In Romans 4:3, St. Paul writes - "For what does the Scripture say? 'Abraham believed God, and it was accounted to him for righteousness.'" Paul goes on to explain that Abraham believed God while he was still uncircumcised (not yet "a Jew") and was counted as righteous before God. So Abraham became the father of both the Gentiles who would believe in Jesus as the Messiah, as well as the father of the Jews who would believe. God told Abraham - "I have made you a father of many nations" (v. 17) - Paul quoting God's promise in the Book of Genesis.

But the Judaizers just would not give up! They kept snipping and yipping at Paul's heels, insisting that Gentiles observe the Law of Moses. In Galatians 1:6-9, St. Paul writes -

"I marvel that you are so quickly deserting him who called you in the grace of Christ to a different gospel; and there is no other gospel. Only there are some who trouble you, and want to pervert the gospel of Christ. But even though we, or an angel from heaven, should preach to you any other gospel than that which we preached to you, let him be accursed. As we have said before, so I now say again: if any man preaches to you any other gospel than that which you received, let him be accursed."

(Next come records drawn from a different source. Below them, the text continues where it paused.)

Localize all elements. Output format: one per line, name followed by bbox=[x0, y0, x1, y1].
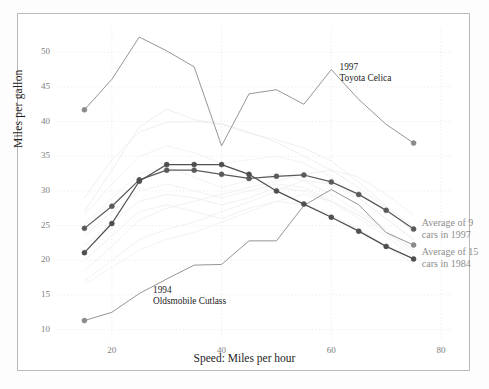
annotation-model: Toyota Celica bbox=[340, 73, 392, 84]
series-endpoint-marker bbox=[411, 141, 416, 146]
series-data-point bbox=[82, 250, 87, 255]
series-data-point bbox=[356, 192, 361, 197]
series-line bbox=[84, 37, 413, 146]
series-data-point bbox=[247, 172, 252, 177]
x-axis-tick-label: 80 bbox=[426, 345, 456, 355]
series-endpoint-marker bbox=[82, 318, 87, 323]
series-data-point bbox=[109, 221, 114, 226]
annotation-model: Oldsmobile Cutlass bbox=[153, 296, 226, 307]
series-line bbox=[84, 184, 413, 257]
y-axis-tick-label: 20 bbox=[24, 254, 50, 264]
series-data-point bbox=[329, 215, 334, 220]
x-axis-label: Speed: Miles per hour bbox=[0, 352, 489, 364]
series-data-point bbox=[219, 172, 224, 177]
y-axis-tick-label: 40 bbox=[24, 116, 50, 126]
chart-figure: Miles per gallon Speed: Miles per hour 1… bbox=[0, 0, 489, 389]
series-data-point bbox=[164, 168, 169, 173]
legend-avg9: Average of 9cars in 1997 bbox=[422, 217, 473, 241]
series-data-point bbox=[192, 162, 197, 167]
series-data-point bbox=[109, 204, 114, 209]
series-data-point bbox=[384, 244, 389, 249]
series-endpoint-marker bbox=[82, 107, 87, 112]
series-data-point bbox=[274, 188, 279, 193]
legend-label-line1: Average of 9 bbox=[422, 217, 473, 229]
annotation-cutlass: 1994Oldsmobile Cutlass bbox=[153, 285, 226, 307]
series-line bbox=[84, 190, 413, 321]
annotation-celica: 1997Toyota Celica bbox=[340, 62, 392, 84]
y-axis-tick-label: 35 bbox=[24, 150, 50, 160]
x-axis-tick-label: 20 bbox=[97, 345, 127, 355]
y-axis-label: Miles per gallon bbox=[12, 28, 24, 148]
series-line bbox=[84, 181, 413, 282]
y-axis-tick-label: 10 bbox=[24, 324, 50, 334]
chart-plot-area bbox=[0, 0, 489, 389]
legend-label-line2: cars in 1984 bbox=[422, 258, 478, 270]
series-data-point bbox=[301, 172, 306, 177]
y-axis-tick-label: 30 bbox=[24, 185, 50, 195]
x-axis-tick-label: 40 bbox=[207, 345, 237, 355]
legend-avg15: Average of 15cars in 1984 bbox=[422, 246, 478, 270]
series-data-point bbox=[274, 174, 279, 179]
legend-label-line2: cars in 1997 bbox=[422, 229, 473, 241]
series-data-point bbox=[219, 162, 224, 167]
y-axis-tick-label: 45 bbox=[24, 81, 50, 91]
y-axis-tick-label: 25 bbox=[24, 220, 50, 230]
series-data-point bbox=[384, 208, 389, 213]
series-line bbox=[84, 109, 413, 227]
series-data-point bbox=[192, 168, 197, 173]
annotation-year: 1994 bbox=[153, 285, 226, 296]
series-data-point bbox=[411, 256, 416, 261]
series-data-point bbox=[301, 202, 306, 207]
series-data-point bbox=[356, 229, 361, 234]
x-axis-tick-label: 60 bbox=[316, 345, 346, 355]
annotation-year: 1997 bbox=[340, 62, 392, 73]
series-data-point bbox=[411, 227, 416, 232]
series-data-point bbox=[164, 162, 169, 167]
series-data-point bbox=[137, 179, 142, 184]
series-data-point bbox=[329, 179, 334, 184]
legend-label-line1: Average of 15 bbox=[422, 246, 478, 258]
y-axis-tick-label: 15 bbox=[24, 289, 50, 299]
y-axis-tick-label: 50 bbox=[24, 46, 50, 56]
series-data-point bbox=[82, 226, 87, 231]
series-endpoint-marker bbox=[411, 243, 416, 248]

In Galatians ch. 2, Paul retells the story of how at the First Church Council in Jerusalem Peter, John and James, the "brother" of the Lord Jesus, all acknowledged that Paul's preaching the Gospel of faith in Christ without the need to observe the Law of Moses was the true Gospel. In Galatians 5:4 he wrote - "You are alienated from Christ, you who desire to be justified by the law. You have fallen away from grace." Those are pretty strong words! Over and over in St. Paul's epistles he keeps coming back to this central point of salvation by faith in Christ, not by observing the Law of Moses. But the above quotes from his letter to the Galatians are the strongest: those who preach "another Gospel" are accursed - anathema. Judaizing is heresy. There is no other Gospel than faith in Jesus Christ without keeping the Law of Moses. Period.

In the name of the Father and the Son and the Holy Spirit! Christ is among us! He is and ever shall be!